There seems to be no problem engaging the space just to the left of post/hard-bop, occupied by improvising composers like Mike Reed, Joe Morris, Amanda Monaco (guitar), Jakob Sacks (piano), and Jason Adasiewicz (vibes). The work of artists like these seems vital and doesn't need a second guess. When giving drummer Tomas Fujiwara's latest disc a preview spin the other night, it was clear what he and his compatriots were doing and what their reasoning was, even if it didn't always hit on all four cylinders. I trust him and I trust his music. Sadly, I'm not sure I can say that about the otherwise clear music of contemporary hard-boppers as I've experienced it, which is strange—there aren't too many obfuscating knots, and for that matter knots and contradictions can seem problematic even when they are at the same time objectively “interesting." It's a question that as a critic, I ask myself as much as I ask the music.

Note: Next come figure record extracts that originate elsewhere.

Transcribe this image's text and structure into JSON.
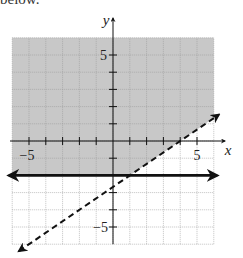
{
  "header_text": "below.",
  "chart_data": {
    "type": "line",
    "title": "",
    "xlabel": "x",
    "ylabel": "y",
    "xlim": [
      -6,
      6
    ],
    "ylim": [
      -6,
      6
    ],
    "grid": true,
    "tick_labels": {
      "x": [
        "-5",
        "5"
      ],
      "y": [
        "5",
        "-5"
      ]
    },
    "series": [
      {
        "name": "solid boundary",
        "style": "solid",
        "equation": "y = -2",
        "points": [
          [
            -6.2,
            -2
          ],
          [
            6.2,
            -2
          ]
        ]
      },
      {
        "name": "dashed boundary",
        "style": "dashed",
        "equation": "y = (2/3)x - 8/3",
        "points": [
          [
            -5.6,
            -6.4
          ],
          [
            6.3,
            1.53
          ]
        ]
      }
    ],
    "shaded_region": "y > (2/3)x - 8/3 and y >= -2",
    "shade_color": "#c8c8c8"
  }
}
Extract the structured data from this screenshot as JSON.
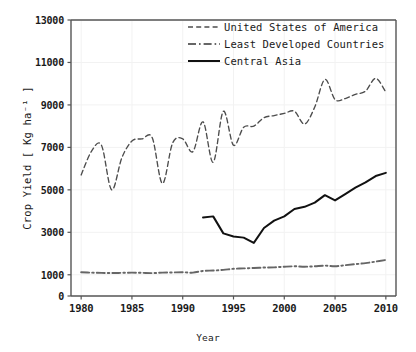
{
  "chart_data": {
    "type": "line",
    "title": "",
    "subtitle": "",
    "xlabel": "Year",
    "ylabel": "Crop Yield  [ Kg ha⁻¹ ]",
    "xlim": [
      1979,
      2011
    ],
    "ylim": [
      0,
      13000
    ],
    "xticks": [
      1980,
      1985,
      1990,
      1995,
      2000,
      2005,
      2010
    ],
    "yticks": [
      0,
      1000,
      3000,
      5000,
      7000,
      9000,
      11000,
      13000
    ],
    "grid": true,
    "grid_color": "#f2f2f2",
    "legend_position": "top-right",
    "series": [
      {
        "name": "United States of America",
        "style": "dashed",
        "color": "#4d4d4d",
        "x": [
          1980,
          1981,
          1982,
          1983,
          1984,
          1985,
          1986,
          1987,
          1988,
          1989,
          1990,
          1991,
          1992,
          1993,
          1994,
          1995,
          1996,
          1997,
          1998,
          1999,
          2000,
          2001,
          2002,
          2003,
          2004,
          2005,
          2006,
          2007,
          2008,
          2009,
          2010
        ],
        "values": [
          5700,
          6800,
          7100,
          5000,
          6500,
          7300,
          7400,
          7450,
          5300,
          7200,
          7400,
          6800,
          8200,
          6300,
          8700,
          7100,
          7950,
          8000,
          8400,
          8500,
          8600,
          8700,
          8100,
          8900,
          10200,
          9250,
          9300,
          9500,
          9650,
          10250,
          9600
        ]
      },
      {
        "name": "Least Developed Countries",
        "style": "dash-dot",
        "color": "#666666",
        "x": [
          1980,
          1981,
          1982,
          1983,
          1984,
          1985,
          1986,
          1987,
          1988,
          1989,
          1990,
          1991,
          1992,
          1993,
          1994,
          1995,
          1996,
          1997,
          1998,
          1999,
          2000,
          2001,
          2002,
          2003,
          2004,
          2005,
          2006,
          2007,
          2008,
          2009,
          2010
        ],
        "values": [
          1120,
          1100,
          1090,
          1080,
          1090,
          1100,
          1090,
          1080,
          1100,
          1110,
          1120,
          1100,
          1180,
          1200,
          1230,
          1280,
          1300,
          1320,
          1340,
          1350,
          1380,
          1400,
          1380,
          1400,
          1430,
          1400,
          1450,
          1500,
          1550,
          1620,
          1700
        ]
      },
      {
        "name": "Central Asia",
        "style": "solid",
        "color": "#111111",
        "x": [
          1992,
          1993,
          1994,
          1995,
          1996,
          1997,
          1998,
          1999,
          2000,
          2001,
          2002,
          2003,
          2004,
          2005,
          2006,
          2007,
          2008,
          2009,
          2010
        ],
        "values": [
          3700,
          3750,
          2950,
          2800,
          2750,
          2500,
          3200,
          3550,
          3750,
          4100,
          4200,
          4400,
          4750,
          4500,
          4800,
          5100,
          5350,
          5650,
          5800
        ]
      }
    ]
  },
  "axes": {
    "x_label": "Year",
    "y_label": "Crop Yield  [ Kg ha⁻¹ ]",
    "x_tick_labels": [
      "1980",
      "1985",
      "1990",
      "1995",
      "2000",
      "2005",
      "2010"
    ],
    "y_tick_labels": [
      "0",
      "1000",
      "3000",
      "5000",
      "7000",
      "9000",
      "11000",
      "13000"
    ]
  },
  "legend": {
    "items": [
      {
        "label": "United States of America",
        "style": "dashed"
      },
      {
        "label": "Least Developed Countries",
        "style": "dash-dot"
      },
      {
        "label": "Central Asia",
        "style": "solid"
      }
    ]
  }
}
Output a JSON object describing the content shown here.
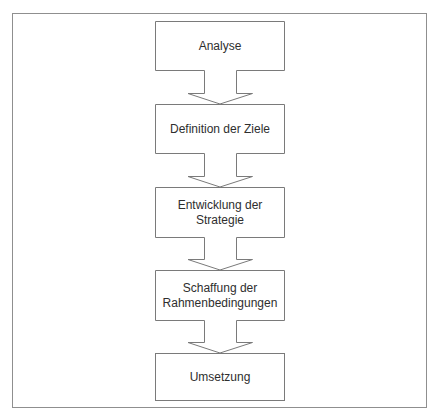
{
  "diagram": {
    "type": "flowchart",
    "direction": "top-to-bottom",
    "colors": {
      "stroke": "#7a7a7a",
      "frame": "#8f8f8f",
      "text": "#2e2e2e",
      "background": "#ffffff"
    },
    "steps": [
      {
        "id": "analyse",
        "label": "Analyse"
      },
      {
        "id": "definition",
        "label": "Definition der Ziele"
      },
      {
        "id": "entwicklung",
        "label": "Entwicklung der Strategie"
      },
      {
        "id": "schaffung",
        "label": "Schaffung der Rahmenbedingungen"
      },
      {
        "id": "umsetzung",
        "label": "Umsetzung"
      }
    ],
    "edges": [
      {
        "from": "analyse",
        "to": "definition"
      },
      {
        "from": "definition",
        "to": "entwicklung"
      },
      {
        "from": "entwicklung",
        "to": "schaffung"
      },
      {
        "from": "schaffung",
        "to": "umsetzung"
      }
    ]
  }
}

Initially, this post was going to be a way of reviewing a slew of contemporary post-bop CDs by a number of promising blue-chip players, most of which I liked well enough. Now, I've gotten to the point where I've over-thought it, perhaps. But at the same time, I don't want to be one of those people who says that musician X's life work, at the tender age of 37, is invalid JUST BECAUSE he or she is writing their own AABA compositions in 4/4 while instructing the pianist to take a 96-bar solo on the changes. Telling someone else their work isn't “hip" still seems like it could be keeping food off their table. But I'm looking inward because I want to know why asking “why" seems necessary with contemporary straight-ahead jazz, and at this point, the result is a paucity of “swinging" review copy.

I'm looking forward to your responses.